Nepal: UN envoy appeals for end to violence ahead of November polls

Special Representative Ian Martin
The top United Nations envoy to Nepal today called for a halt to violence and threats of communal attacks to ensure a “good climate” for the Constituent Assembly elections scheduled for later this year in the Himalayan nation.

“It is very clear that in some districts at the moment the security climate is not conducive for a Constituent Assembly election unless action is taken soon,” the Secretary-General’s Special Representative Ian Martin said at a press briefing in Biratnagar, the eastern regional headquarters of the UN Mission in Nepal (UNMIN).

Mr. Martin, who is the head of UNMIN and Secretary-General Ban Ki-moon’s Special Representative for Nepal, was on a tour of the region to assess the situation ahead of the polls, which were to have been held in mid-June but were postponed to 22 November due to technical problems and then the onset of the monsoon season. During the course of the visit, he was briefed on preparations for the elections, including security arrangements.

He said it is a “crucial time in the history of Nepal,” where a decade-long armed conflict that killed some 13,000 people came to a formal end when the Government and the Maoists signed a peace accord late last year.

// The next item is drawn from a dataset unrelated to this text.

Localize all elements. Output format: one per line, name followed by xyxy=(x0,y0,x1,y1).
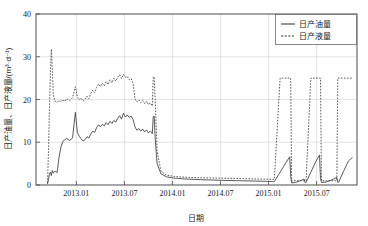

To create a conducive climate for the elections, Mr. Martin stressed the need for a successful outcome to dialogue with marginalized groups, stating that “it is not going to be possible in the future for groups that have been marginalized in the past to continue to be marginalized.”

“Whether they be Madhesis, or women, or Janajatis, Tharus, Dalits, Limbu – marginalisation will change through the restructuring of the State,” he stated, adding “but that requires a Constituent Assembly election in a good climate.”

Creating a conducive atmosphere for the elections will also require the beginning of election activity at the local level by political parties; dialogue among civil society and political parties to create a context of public security; and then appropriate action by the security forces, Mr. Martin said.

Asked if insecurity would lead to the holding of the election in two stages, Mr. Martin said it was the intention of the Election Commission to hold the election simultaneously in all districts. “I think it would be very undesirable that the election be held in two stages unless that became absolutely essential.”